First, there's the golf course. When asked what he thought of the site for this year's Open, Tiger Woods replied, "I know it's in Liverpool." Brilliant insight, that, since the course's name is Royal Liverpool (not Hoylake, as you may have heard - that's the name of the train stop nearest the course which is how Brits used to refer to their favorite links, i.e Sandwich for Royal St. George's). The greatest player in the world, and a pretty knowledgeable golf historian, Tiger claimed never to have seen a picture of it before this month. It last hosted the Open in 1967, won by Roberto de Vincenzo, who is better known for signing an incorrect scorecard at the Masters a year later, causing him to lose that major to Bob (who?) Goalby. Royal Liverpool, I'm afraid, was forgotten a little more after that. After all, if de Vincenzo goes on to become a multiple major winner, old Hoylake's story changes a little, I'd say.
Add to that the fact that this year's tourny has no clear cut "Story." Or maybe too many stories. Tiger? Is he back. Phil? Can he put Winged Foot behind him? The Europeans? Have they surpassed America in talent? Boy, that's a lot to be decided in one four-day stretch. Add to that the vagueries of links golf and English weather and this week is wide the freak open. But that doesn't mean I won't play Carnac.
Here's how it plays out (bear in mind, it's after 2:00 as I write this and play is probably close to done for the first round and I haven't seen a single shot or even a leaderboard...damn job gets in the way every time). Tiger beats Phil, who really ought to start preparing for next year's U.S. Open now so he can just win it and be done with it. He'll have to satisfy himself, like Sampras, with 3 out of 4 for his career (too bad he won't have that whole most-majors-ever thing to console him). Just not cut out for the links was Phil. But, Tiger doesn't win this week, either. Royal Liverpool is a neat course, but it ain't St. Andrews and Tiger, intentionally or not, saves his best stuff for the best courses. Which means look out Medinah in August at the PGA, which I predict he wins going away.
Really, there's not an American I think is a favorite this week, and neither Ernie Els, Vijay Singh or Retief Goosen is having a banner year, to round out the Big Five. Of those three I'd say Ernie has half a chance, since he has a game that can win on a links (he wins all over the world) and he's had good rounds lately, if not four good ones together. Retief has half a chance, also, since he's one of the best putters in the game and that means he's never out of it. Vijay is sort of like Phil - go get a U.S. Open and forget about across the pond.
That leaves us with a bunch of Brits, Swedes, Aussies, Kiwis and the like who are absolutely taking over the game. I continue to pull for one of the Irishmen who are always in the mix: Padraig Harrington, Darren Clarke, Paul McGinley, maybe. But it's always a bridesmaid for those guys. The real killers these days are the Aussies, proving that it's not the alcohol that keeps Irishmen from winning majors. Geoff Ogilvy won't go back to back, but Stuart Appleby has plenty of game and tends to pop up out of nowhere hot as a $5 pistol. A British Open would suit him well.
Of course, it's entirely possible we'll get an unknown or barely known again this year - it's sort of every other year and Tiger won last year, so that's what I'm expecting. And somehow, that would suit this year's event. Unknown course, unknown champion. Fine with me.
I should get bonus points for making it through all that without mentioning The Beatles. But there I go, went and did it. None of them was a golfer, not even later in life like Alice Cooper. Bunch of stiffs.
Now it's off to find out how wrong the Day One results make me look. Cheers.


## BRIEF:
Start at the line with "What do you see at coordinates (629, 345)" in the records below, stop at the line with "The image size is (1390, 690).", and return every line in that span exactly, the two end lines included.

(Saved entries)

::::::::

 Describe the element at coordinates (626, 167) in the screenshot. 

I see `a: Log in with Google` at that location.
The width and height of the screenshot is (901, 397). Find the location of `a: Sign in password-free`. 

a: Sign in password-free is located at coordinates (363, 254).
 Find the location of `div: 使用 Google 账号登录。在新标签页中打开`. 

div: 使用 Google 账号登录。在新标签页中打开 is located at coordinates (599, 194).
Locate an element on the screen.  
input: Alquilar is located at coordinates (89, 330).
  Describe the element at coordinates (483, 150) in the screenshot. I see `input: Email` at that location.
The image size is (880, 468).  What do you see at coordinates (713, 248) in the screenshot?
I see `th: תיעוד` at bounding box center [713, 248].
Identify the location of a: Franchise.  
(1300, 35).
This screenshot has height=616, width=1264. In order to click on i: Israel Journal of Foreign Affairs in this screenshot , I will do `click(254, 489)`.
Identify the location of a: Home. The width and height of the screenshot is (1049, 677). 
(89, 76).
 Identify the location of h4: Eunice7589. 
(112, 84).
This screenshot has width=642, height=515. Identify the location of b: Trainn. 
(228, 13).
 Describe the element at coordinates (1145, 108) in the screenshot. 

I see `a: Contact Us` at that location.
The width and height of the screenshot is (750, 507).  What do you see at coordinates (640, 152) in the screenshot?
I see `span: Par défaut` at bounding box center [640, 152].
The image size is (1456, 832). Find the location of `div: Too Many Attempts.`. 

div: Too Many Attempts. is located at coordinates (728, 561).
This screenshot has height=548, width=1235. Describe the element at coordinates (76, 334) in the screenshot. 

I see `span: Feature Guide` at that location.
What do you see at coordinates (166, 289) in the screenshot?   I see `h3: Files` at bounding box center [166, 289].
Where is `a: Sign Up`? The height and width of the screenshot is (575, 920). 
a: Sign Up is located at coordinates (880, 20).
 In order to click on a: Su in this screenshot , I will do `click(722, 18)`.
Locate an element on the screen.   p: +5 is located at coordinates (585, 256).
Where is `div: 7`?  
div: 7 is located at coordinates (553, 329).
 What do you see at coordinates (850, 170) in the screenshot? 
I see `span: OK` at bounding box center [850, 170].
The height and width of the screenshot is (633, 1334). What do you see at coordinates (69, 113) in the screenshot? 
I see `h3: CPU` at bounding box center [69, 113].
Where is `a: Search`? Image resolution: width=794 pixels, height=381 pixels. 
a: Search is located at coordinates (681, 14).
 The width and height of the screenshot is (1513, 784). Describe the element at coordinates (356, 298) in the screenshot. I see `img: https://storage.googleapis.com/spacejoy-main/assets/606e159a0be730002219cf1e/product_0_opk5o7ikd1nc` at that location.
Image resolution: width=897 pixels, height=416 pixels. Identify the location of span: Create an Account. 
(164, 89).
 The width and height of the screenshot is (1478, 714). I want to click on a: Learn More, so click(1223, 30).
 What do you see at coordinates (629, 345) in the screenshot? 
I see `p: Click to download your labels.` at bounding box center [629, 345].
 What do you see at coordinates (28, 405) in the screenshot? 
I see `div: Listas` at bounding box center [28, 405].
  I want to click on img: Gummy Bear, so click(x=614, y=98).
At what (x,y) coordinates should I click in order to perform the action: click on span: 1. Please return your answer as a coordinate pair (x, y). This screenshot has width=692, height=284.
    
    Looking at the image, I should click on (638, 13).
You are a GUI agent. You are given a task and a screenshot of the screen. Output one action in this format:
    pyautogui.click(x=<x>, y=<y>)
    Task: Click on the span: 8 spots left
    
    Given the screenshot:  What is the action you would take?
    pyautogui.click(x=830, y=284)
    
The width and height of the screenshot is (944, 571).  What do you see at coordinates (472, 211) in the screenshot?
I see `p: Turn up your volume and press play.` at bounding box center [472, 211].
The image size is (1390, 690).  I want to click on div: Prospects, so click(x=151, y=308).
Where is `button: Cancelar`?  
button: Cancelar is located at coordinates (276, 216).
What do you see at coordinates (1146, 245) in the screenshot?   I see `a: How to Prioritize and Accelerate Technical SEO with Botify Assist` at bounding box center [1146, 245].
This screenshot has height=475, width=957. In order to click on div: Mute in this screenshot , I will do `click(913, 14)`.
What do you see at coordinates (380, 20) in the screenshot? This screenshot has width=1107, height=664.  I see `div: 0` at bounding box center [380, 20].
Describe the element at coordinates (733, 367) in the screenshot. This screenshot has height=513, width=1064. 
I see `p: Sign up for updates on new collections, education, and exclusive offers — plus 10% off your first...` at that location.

::::::::

## REPLY:
 What do you see at coordinates (629, 345) in the screenshot? 
I see `p: Click to download your labels.` at bounding box center [629, 345].
 What do you see at coordinates (28, 405) in the screenshot? 
I see `div: Listas` at bounding box center [28, 405].
  I want to click on img: Gummy Bear, so click(x=614, y=98).
At what (x,y) coordinates should I click in order to perform the action: click on span: 1. Please return your answer as a coordinate pair (x, y). This screenshot has width=692, height=284.
    
    Looking at the image, I should click on (638, 13).
You are a GUI agent. You are given a task and a screenshot of the screen. Output one action in this format:
    pyautogui.click(x=<x>, y=<y>)
    Task: Click on the span: 8 spots left
    
    Given the screenshot:  What is the action you would take?
    pyautogui.click(x=830, y=284)
    
The width and height of the screenshot is (944, 571).  What do you see at coordinates (472, 211) in the screenshot?
I see `p: Turn up your volume and press play.` at bounding box center [472, 211].
The image size is (1390, 690).  I want to click on div: Prospects, so click(x=151, y=308).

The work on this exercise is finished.